I went to a poetry reading last night at Warwick University, which is currently hosting a splendid
Poetry & Philosophy Conference, to hear poets Jorie Graham (US), Robert Bringhurst (Canada) and Geoffrey Hill (GB).
I'm afraid I found it impossible to appreciate the first two poets, whose work passed me by. I am familiar with American poetry - even published some US poets in Blade during the nineties - but have never found much to admire in it, beyond some of Ashbery's wilder flights of fancy and Frank O'Hara's bitter lemons in imaginary trees. So you can imagine my boredom as I struggled to look interested and alert during their lengthy and often overly-complicated poems.
Bless 'em, but they do write long, these Americans and Canadians (the former rather more so than the latter). It's often one unrelenting note and it's held for some five or ten minutes, as though more must always be better. Which of course it isn't. Especially in poetry, home of the pithy and aphoristic, par excellence. Perhaps they didn't get the memo.
Yes, I know how terribly famous and important Graham and Bringhurst are. But there's no point in my pretending to understand or appreciate them, for all that. Luckily for me, no one's going to chop my head off for failing to 'see' the Emperor's New Clothes.
Robert Bringhurst reads in a comical dramatic monotone, growling his vowels into the floorboards until they're almost indecipherable. Though he was deliberately funny in places, which was a relief - that should be noted. I liked him as a person but found his work - well, most of it went over my head, and was probably intended to.
It particularly amused me that he disdains the need for titles, only using them because convention demands it. Poem 1 or 2 as a title is not unusual in transatlantic poetry, of course, following the example of Frank O'Hara & Co., but it's damned hard to refer accurately to an untitled poem. I also imagine that reading a collection of untitled poems must be like living in a house where all the doors are permanently left open.

Bringhurst's only redeeming feature, as regards my own interest in his work, is his taste for linguistics, and his interest in preserving the language and orally passed-down stories of the Navajo.
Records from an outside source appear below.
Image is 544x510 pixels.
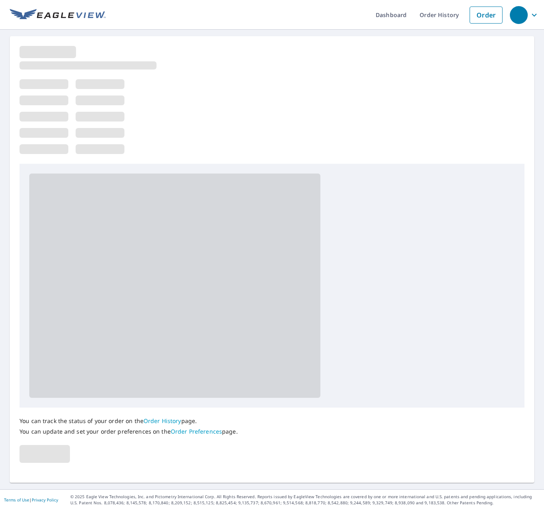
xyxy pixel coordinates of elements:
a: Terms of Use [4,497,29,502]
p: You can track the status of your order on the page. [19,417,238,424]
img: EV Logo [10,9,106,21]
p: You can update and set your order preferences on the page. [19,428,238,435]
p: © 2025 Eagle View Technologies, Inc. and Pictometry International Corp. All Rights Reserved. Repo... [70,494,539,506]
a: Order History [143,417,181,424]
a: Privacy Policy [32,497,58,502]
a: Order [469,6,502,24]
p: | [4,497,58,502]
a: Order Preferences [171,427,222,435]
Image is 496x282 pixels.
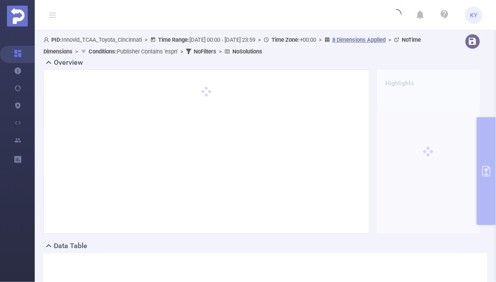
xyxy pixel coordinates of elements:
span: > [216,48,225,55]
b: No Solutions [233,48,263,55]
span: > [386,37,394,43]
span: Innovid_TCAA_Toyota_Cincinnati [DATE] 00:00 - [DATE] 23:59 +00:00 [43,37,422,55]
i: icon: loading [392,9,402,21]
b: PID: [51,37,62,43]
u: 8 Dimensions Applied [333,37,386,43]
img: Protected Media [7,6,28,27]
i: icon: user [43,37,51,43]
span: > [73,48,81,55]
h2: Overview [54,57,83,68]
b: Time Zone: [272,37,300,43]
h2: Data Table [54,241,87,251]
span: > [178,48,186,55]
b: No Filters [194,48,216,55]
span: > [142,37,150,43]
span: Publisher Contains 'espn' [89,48,178,55]
b: Conditions : [89,48,117,55]
span: > [316,37,325,43]
b: Time Range: [158,37,190,43]
span: KY [471,7,478,24]
span: > [256,37,264,43]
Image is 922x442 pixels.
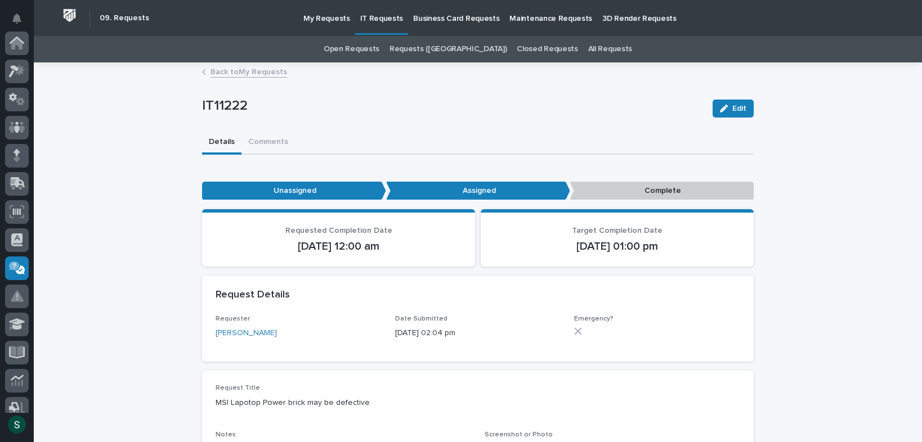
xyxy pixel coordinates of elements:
button: Edit [712,100,753,118]
p: Unassigned [202,182,386,200]
button: users-avatar [5,413,29,437]
span: Request Title [215,385,260,392]
button: Details [202,131,241,155]
p: MSI Lapotop Power brick may be defective [215,397,740,409]
a: Open Requests [323,36,379,62]
span: Emergency? [574,316,613,322]
span: Edit [732,104,746,114]
span: Screenshot or Photo [484,432,552,438]
span: Target Completion Date [572,227,662,235]
p: [DATE] 02:04 pm [395,327,561,339]
p: Assigned [386,182,570,200]
span: Date Submitted [395,316,447,322]
img: Workspace Logo [59,5,80,26]
a: [PERSON_NAME] [215,327,277,339]
a: Requests ([GEOGRAPHIC_DATA]) [389,36,506,62]
button: Comments [241,131,295,155]
p: Complete [569,182,753,200]
a: All Requests [588,36,632,62]
span: Requested Completion Date [285,227,392,235]
span: Requester [215,316,250,322]
a: Closed Requests [516,36,577,62]
span: Notes [215,432,236,438]
h2: Request Details [215,289,290,302]
h2: 09. Requests [100,14,149,23]
a: Back toMy Requests [210,65,287,78]
p: [DATE] 01:00 pm [494,240,740,253]
p: IT11222 [202,98,703,114]
p: [DATE] 12:00 am [215,240,461,253]
button: Notifications [5,7,29,30]
div: Notifications [14,14,29,32]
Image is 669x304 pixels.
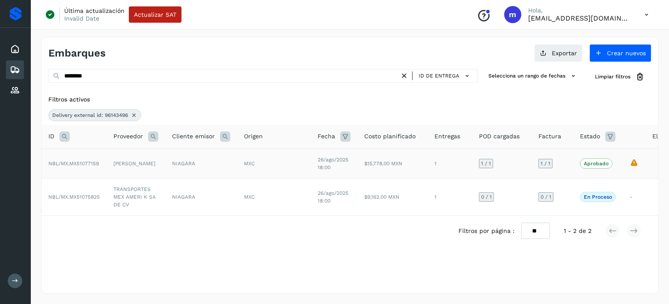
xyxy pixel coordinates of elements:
div: Filtros activos [48,95,652,104]
span: NBL/MX.MX51075825 [48,194,100,200]
p: Última actualización [64,7,125,15]
button: Selecciona un rango de fechas [485,69,582,83]
span: Exportar [552,50,577,56]
span: MXC [244,161,255,167]
button: Exportar [535,44,583,62]
span: Factura [539,132,562,141]
span: Fecha [318,132,335,141]
td: $9,162.00 MXN [358,178,428,215]
div: Proveedores [6,81,24,100]
span: Crear nuevos [607,50,646,56]
td: [PERSON_NAME] [107,149,165,178]
span: 1 - 2 de 2 [564,227,592,236]
span: Limpiar filtros [595,73,631,81]
h4: Embarques [48,47,106,60]
span: ID [48,132,54,141]
p: En proceso [584,194,612,200]
td: 1 [428,178,472,215]
span: Estado [580,132,600,141]
button: Crear nuevos [590,44,652,62]
span: Cliente emisor [172,132,215,141]
p: Hola, [529,7,631,14]
td: NIAGARA [165,149,237,178]
span: Costo planificado [364,132,416,141]
td: 1 [428,149,472,178]
div: Inicio [6,40,24,59]
div: Delivery external id: 96143496 [48,109,141,121]
span: MXC [244,194,255,200]
td: TRANSPORTES MEX AMERI K SA DE CV [107,178,165,215]
button: Limpiar filtros [588,69,652,85]
span: 26/ago/2025 18:00 [318,157,349,170]
span: 0 / 1 [541,194,552,200]
td: $15,778.00 MXN [358,149,428,178]
span: Origen [244,132,263,141]
p: Aprobado [584,161,609,167]
td: - [623,178,646,215]
span: 0 / 1 [481,194,492,200]
button: ID de entrega [416,70,475,82]
span: 1 / 1 [541,161,551,166]
div: Embarques [6,60,24,79]
span: POD cargadas [479,132,520,141]
td: NIAGARA [165,178,237,215]
span: NBL/MX.MX51077159 [48,161,99,167]
button: Actualizar SAT [129,6,182,23]
span: ID de entrega [419,72,460,80]
span: Delivery external id: 96143496 [52,111,128,119]
span: Actualizar SAT [134,12,176,18]
span: 1 / 1 [481,161,491,166]
span: Entregas [435,132,460,141]
span: Filtros por página : [459,227,515,236]
span: 26/ago/2025 18:00 [318,190,349,204]
p: mmonroy@niagarawater.com [529,14,631,22]
span: Proveedor [114,132,143,141]
p: Invalid Date [64,15,99,22]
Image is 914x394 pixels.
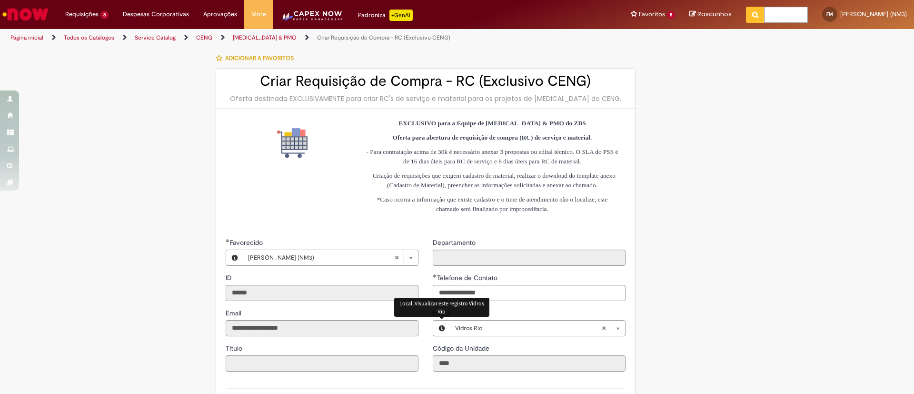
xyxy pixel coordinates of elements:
abbr: Limpar campo Local [597,320,611,336]
strong: para a Equipe de [MEDICAL_DATA] & PMO do ZBS [438,119,586,127]
div: Local, Visualizar este registro Vidros Rio [394,298,489,317]
span: Somente leitura - Código da Unidade [433,344,491,352]
span: More [251,10,266,19]
span: Necessários - Favorecido [230,238,265,247]
button: Favorecido, Visualizar este registro Fernando Borges Moraes (NM3) [226,250,243,265]
span: *Caso ocorra a informação que existe cadastro e o time de atendimento não o localize, este chamad... [377,196,608,212]
input: ID [226,285,418,301]
input: Título [226,355,418,371]
label: Somente leitura - Código da Unidade [433,343,491,353]
div: Padroniza [358,10,413,21]
span: Obrigatório Preenchido [226,239,230,242]
label: Somente leitura - ID [226,273,234,282]
label: Somente leitura - Departamento [433,238,478,247]
span: [PERSON_NAME] (NM3) [248,250,394,265]
img: ServiceNow [1,5,50,24]
a: Criar Requisição de Compra - RC (Exclusivo CENG) [317,34,450,41]
span: Aprovações [203,10,237,19]
span: 8 [100,11,109,19]
label: Somente leitura - Título [226,343,244,353]
img: Criar Requisição de Compra - RC (Exclusivo CENG) [277,128,308,158]
span: Somente leitura - Título [226,344,244,352]
strong: EXCLUSIVO [398,119,436,127]
a: Rascunhos [689,10,732,19]
button: Pesquisar [746,7,765,23]
button: Local, Visualizar este registro Vidros Rio [433,320,450,336]
span: Telefone de Contato [437,273,499,282]
span: Vidros Rio [455,320,601,336]
span: Obrigatório Preenchido [433,274,437,278]
span: [PERSON_NAME] (NM3) [840,10,907,18]
span: - Criação de requisições que exigem cadastro de material, realizar o download do template anexo (... [369,172,616,189]
input: Departamento [433,249,626,266]
span: FM [826,11,833,17]
a: [MEDICAL_DATA] & PMO [233,34,297,41]
span: 5 [667,11,675,19]
a: Service Catalog [135,34,176,41]
span: - Para contratação acima de 30k é necessário anexar 3 propostas ou edital técnico. O SLA do PSS é... [367,148,618,165]
a: [PERSON_NAME] (NM3)Limpar campo Favorecido [243,250,418,265]
a: Vidros RioLimpar campo Local [450,320,625,336]
a: Página inicial [10,34,43,41]
strong: Oferta para abertura de requisição de compra (RC) de serviço e material. [393,134,592,141]
button: Adicionar a Favoritos [216,48,299,68]
abbr: Limpar campo Favorecido [389,250,404,265]
span: Requisições [65,10,99,19]
span: Somente leitura - Email [226,309,243,317]
a: CENG [196,34,212,41]
input: Telefone de Contato [433,285,626,301]
span: Despesas Corporativas [123,10,189,19]
img: CapexLogo5.png [280,10,344,29]
span: Rascunhos [697,10,732,19]
p: +GenAi [389,10,413,21]
span: Adicionar a Favoritos [225,54,294,62]
h2: Criar Requisição de Compra - RC (Exclusivo CENG) [226,73,626,89]
label: Somente leitura - Email [226,308,243,318]
input: Email [226,320,418,336]
ul: Trilhas de página [7,29,602,47]
div: Oferta destinada EXCLUSIVAMENTE para criar RC's de serviço e material para os projetos de [MEDICA... [226,94,626,103]
input: Código da Unidade [433,355,626,371]
a: Todos os Catálogos [64,34,114,41]
span: Favoritos [639,10,665,19]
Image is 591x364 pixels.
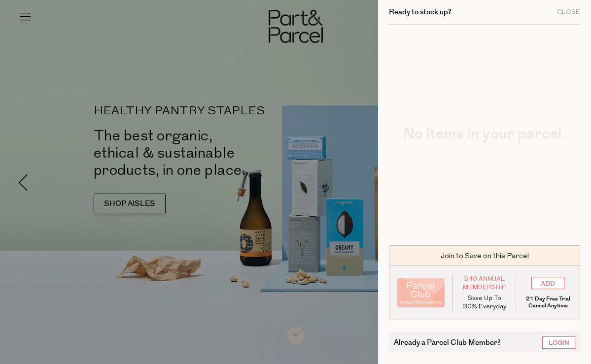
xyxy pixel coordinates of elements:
[524,295,572,310] p: 21 Day Free Trial Cancel Anytime
[461,275,509,291] span: $49 Annual Membership
[389,126,580,141] h2: No items in your parcel.
[542,336,575,349] a: Login
[461,294,509,311] p: Save Up To 30% Everyday
[389,9,451,16] h2: Ready to stock up?
[531,277,564,289] input: ADD
[389,246,580,266] div: Join to Save on this Parcel
[557,9,580,15] div: Close
[394,336,501,348] span: Already a Parcel Club Member?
But none of the poems he read seemed to communicate that to me with any effectiveness, sadly.
Jorie Graham, on the other hand, failed to interest me for other reasons. She intones her poems like a somnambulant reading from a shopping list. Her delivery seems utterly emotionless and without change of tone or register. Yet her high seriousness as a poet is beyond doubt.
She talked, both before and after her reading, at great length and with passion on the subject of how she writes poetry and what special techniques she uses in poems and why. One phrase, for instance, was like a 'cantilever' along the 'axis' of the poem. She thinks deeply about such things as politics and poetry as communication, she would like us to know.

As if to emphasise this point, the first poem she read was entitled 'Guantanamo Bay'. She described this poem beforehand as 'an exploded haiku'. It then seemed to go on for some four or five minutes. Clearly, she used too much semtex.
But then at last, ah joy. Some poetry I could sit up straight for and understand. The senior English poet
Geoffrey Hill came to the podium - with the aid of a walking stick - and read with both a formidable energy and a political urgency that kept the room silent throughout.
Geoffrey Hill is now in his mid-seventies. He answered questions about his poetry after the reading with great mental acuity and an abrasiveness that sat well against Jorie Graham's homely anecdotes about reading poetry around the US after the tragedy of 9-11.

I found his poems hard, but never boring. I identified with them even when I didn't entirely understand them. I was left wanting to read them myself in private so that I could rectify that.
I particularly approved of how Geoffrey Hill anchors his apparently 'obscure' poetry in the stuff of everyday life - his family history, memories of home, landscapes, observed character, English history (poems about the English civil war, in particular, as well as his perhaps best-known sequence, 'Mercian Hymns'). The edges of his poems are hard and well-wrought, and they speak of his personality rather than any special technique which is too much on the surface.
I think perhaps that's where I found myself unable to listen to the other two poets with any attachment, not being able to fathom what I interpreted as a lack of personal engagement with their own poems. That is, they were engaged with them, but in a cerebral way, not a personal intimate way, and so I felt at a distance from them, and emotionally unengaged. I suppose that also explains why I felt politically unengaged.

Yet, during the Q&A session afterwards, Geoffrey Hill claimed not to write personal poems, or at least not to write poems that attempt to communicate anything. Frankly, I think that's a front of some kind. A defence. His poems
do strive to communicate, even when written in code and hedged about with prickles - perhaps especially then. They communicate a vulnerability, I think, which is there to be understood if you are on the same wavelength. They also celebrate humanity, without that fact needing to be flagged up.
He did back down on that point later, following Jorie Graham's 'helpful' interruption about poems used in the aftermath of 9-11. But I would have liked to hear more about Geoffrey Hill's ideas on poetry and communication, especially as he had been about to expand on a quotation from Walt Whitman on that subject.